Almost simultaneously, we are hearing about possibilities in educational innovation using new media, creating new learning communities in which students have all kinds of non-traditional tools for exploration and creation of ideas, processes, and products and the development of professional knowledge and skills. In these new ways of learning and exploration, the old “seat time” standards go out the window.
Which one will win—the governmental attempt to control or innovation? Congress has the power of federal financial aid on their side. Innovation has the force of developing culture on its. I’m betting on the government, unless accrediting agencies like WASC can articulate and substantiate how and why students are learning in non-traditional ways. But then that will depend on the willingness of governmental bureaucracies to listen, test, collaborate and trust. And it will depend on our universities to be transparent about student success, and their struggles to meet the needs of their student populations, while encouraging and deepening student learning.

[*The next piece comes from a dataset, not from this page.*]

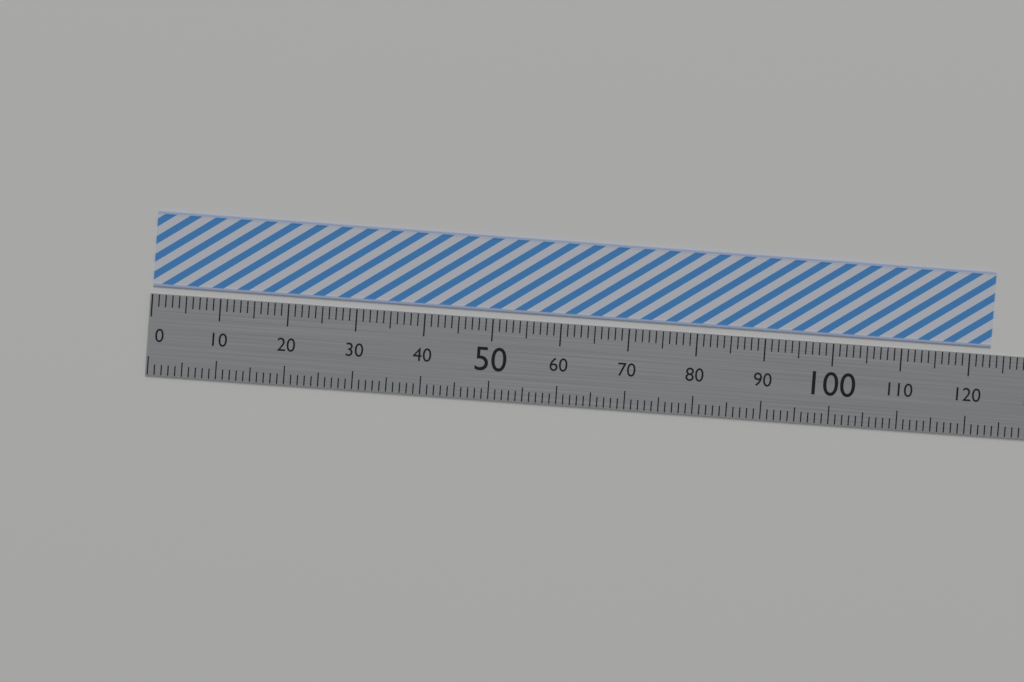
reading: 123 (no unit)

I mentioned above that the higher education system in the US is unique compared to other parts of the world in its non-governmental accreditation. This system is both a private, or at least non-governmental initiative, and a public or civic good. It his heartening to mix with representatives from institutions of all kinds struggling together with the essential test of what makes a good university. This struggle is at the heart of the accreditation process, and is the major theme of the conference, how and with what depth and breadth students learn at our institutions. This is what we should be engaged with as institutions of higher learning. WASC and other regional accrediting agencies with their emphases on that central mission of all of our institutions, student learning, are the groups who allow our unique, diverse system of American higher education to flourish despite governmental regulation.
When we hear so often of public efforts that seem to miss the point (the current budget debates both in California and Washington are two examples), it is encouraging to see and to be a part of a private/public effort that gets it right and knows how to focus on the central issue. WASC is a friend and partner in our educational mission.